Bowie: The Final Act – A Heartbreaking Resurrection 10 Years After His Death
Bowie: The Final Act – A 10-Year Anniversary Documentary

A decade after the world seemingly spun off its axis, a new documentary offers a profound and heartbreaking look at the final creative act of David Bowie. 'Bowie: The Final Act' airs on Saturday 3 January at 10pm on Channel 4, marking ten years since the rock icon's death on 10 January 2016, just two days after the release of his prophetic final album, 'Blackstar'.

The Arc of a Stardust Career

Director Jonathan Stiasny's film avoids dwelling solely in the catacombs of Bowie's final days. Instead, it charts the seismic arc of his career, beginning at a zenith: the 1983 Serious Moonlight tour. This period saw Bowie achieve MTV-era, Pepsi-ad fame, a stratospheric success that ironically led to a creative ennui, drying out his unique artistic voice under the very spotlight he craved.

The documentary then ricochets through the highlights and, crucially, the low points of his journey. Contributors including producer Tony Visconti, musician Goldie, and novelist Hanif Kureishi provide insight. Kureishi recalls Bowie's pattern of forming intense, absorptive friendships before moving on, a poignant reminder of the personal debris often left in the wake of creative genius.

Exploring the Lonely Genius and the 'Vulcan Pimp Suits'

An unusual theme is the film's focus on the minor notes and misfires within a stellar career. It revisits poorly received albums and crises of confidence. In one stark scene, Melody Maker writer Jon Wilde reads his scathing 1991 review of 'Tin Machine II', which concluded with the brutal line: "Sit down man: you're a fucking disgrace." Bowie reportedly cried upon reading it.

The film reassesses Bowie's less successful ventures, with Tin Machine – his attempt to be "some bloke in a band" – receiving particular scrutiny. Editor Dylan Jones calls it "a really bad band, with a really bad name," while band member Reeves Gabrels memorably describes their collarless, colour-block outfits as "Vulcan pimp suits." The question lingers: why would an otherworldly icon desire such anonymity? The implied answer: genius is lonely.

The Final Gift: Facing Mortality with Art

Leitmotifs of supernovae, black holes, and black stars recur, underscoring themes of mortality. The documentary doesn't shy from showing Bowie in pain, walking off stage in Prague as his illness took hold. After a decade away from the limelight, devoted to family, he returned to the studio post-chemotherapy to create 'Blackstar', his most vulnerable and knowingly final work.

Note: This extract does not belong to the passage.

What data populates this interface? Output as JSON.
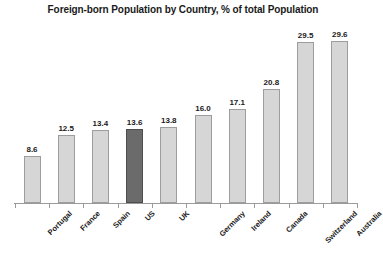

This act places him among other courageous songwriters like Warren Zevon and Leonard Cohen, artists who transformed their end into a final, generous gift for their audience. The film is no hagiography, but it clearly revels in the Bowie myth, offering rapturous glimpses of Ziggy Stardust and nostalgic bliss for his playgrounds in 60s London and 70s New York.

It also includes the incredible 1999 Newsnight clip where Bowie, in conversation with Jeremy Paxman, predicted the chaotic, internet-mediated world we inhabit today. The documentary leaves viewers mourning not just the man, but what he represented: a fearless beacon for misfits and boundless creativity. In the end, both the art and the artist were heartbreakingly, triumphantly human.